Sivan Rahav-Meir / The Daily Portion / Comforting the mourners

By Sivan Rahav-Meir/Translation by Yehoshua Siskin

Posted on 05/05/21

Parshas HaShavua Divrei Torah sponsored by
Dr. Shapsy Tajerstein, DPM - Podiatry Care.
(410) 788-6633

Side by side with the political drama, another drama is taking place in Israel – in 45 homes of families that are in mourning throughout the country. Thousands (!) are visiting these families every day, not only to pay a Shiva call but to get to know one another and talk for the first time. "How embarrassing. Only because of a catastrophe like this am I entering the house of a haredi family for the first time," a woman said yesterday to one of the bereaved families. "It's not pleasant to admit," she heard in reply, "but only because of a catastrophe like this are we hosting secular people in our home for the first time."

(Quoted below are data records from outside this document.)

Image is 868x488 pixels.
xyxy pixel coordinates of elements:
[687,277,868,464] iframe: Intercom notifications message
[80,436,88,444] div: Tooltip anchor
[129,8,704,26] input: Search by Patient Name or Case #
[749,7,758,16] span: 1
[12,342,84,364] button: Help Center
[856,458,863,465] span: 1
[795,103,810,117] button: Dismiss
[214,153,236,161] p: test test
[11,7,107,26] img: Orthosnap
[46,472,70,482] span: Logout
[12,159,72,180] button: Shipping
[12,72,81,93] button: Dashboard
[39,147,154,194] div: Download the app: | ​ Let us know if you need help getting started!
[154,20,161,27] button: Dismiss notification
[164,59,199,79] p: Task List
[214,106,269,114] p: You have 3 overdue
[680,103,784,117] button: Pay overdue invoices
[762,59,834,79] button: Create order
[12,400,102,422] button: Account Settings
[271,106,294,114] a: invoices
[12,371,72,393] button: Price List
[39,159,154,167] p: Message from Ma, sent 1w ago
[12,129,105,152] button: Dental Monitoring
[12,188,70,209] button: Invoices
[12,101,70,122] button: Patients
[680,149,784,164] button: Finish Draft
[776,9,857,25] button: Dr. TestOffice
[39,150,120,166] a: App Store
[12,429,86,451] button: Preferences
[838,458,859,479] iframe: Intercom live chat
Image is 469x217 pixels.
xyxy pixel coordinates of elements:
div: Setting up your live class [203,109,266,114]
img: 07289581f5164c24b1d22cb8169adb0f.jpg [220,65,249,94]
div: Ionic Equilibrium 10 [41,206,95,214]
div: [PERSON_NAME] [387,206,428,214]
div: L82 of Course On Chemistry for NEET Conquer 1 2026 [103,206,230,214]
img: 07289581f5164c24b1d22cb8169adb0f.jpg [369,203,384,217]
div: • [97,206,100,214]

I arrived at the home of the Zeckbach family in Bnei Brak. 24-year-old Menachem left behind his wife Racheli, seven months pregnant, and a little daughter. Racheli showed me a Birkat HaMazon (blessing after eating bread) they had printed in her husband's memory in a convenient pocket- sized format. "We printed 3,000 copies and they are already gone. Who could have imagined that this many people would come."


Join BJL on WhatsApp Status: Click here to Join BJL status for engagements, births, deals, levayos, events & more


Join BJL on WhatsApp Groups: Click here to Join an official BJL WhatsApp group for breaking news as it happens

In the kitchen of the home, you can barely move. Stacks of packages sent by Tara, Tenuva, and Rami Levi, but mostly by private individuals who continue to flood the residence with games, clothes, and food. "Even when it comes to things we don't need, it's very touching," family members said.

A young man came in and said that he did not turn on television or go to the Internet during Shabbat. "I knew that I would see their pictures, and I knew they would not want that." He told the Zeckbach family that he connected in particular with the face of Menachem, and therefore felt a need to visit them.

It was not easy to sit for long since people kept arriving and we're just standing at the entrance. "Please get up," a family relative who was managing the gathering would say every now and then. "Make a place for Am Yisrael."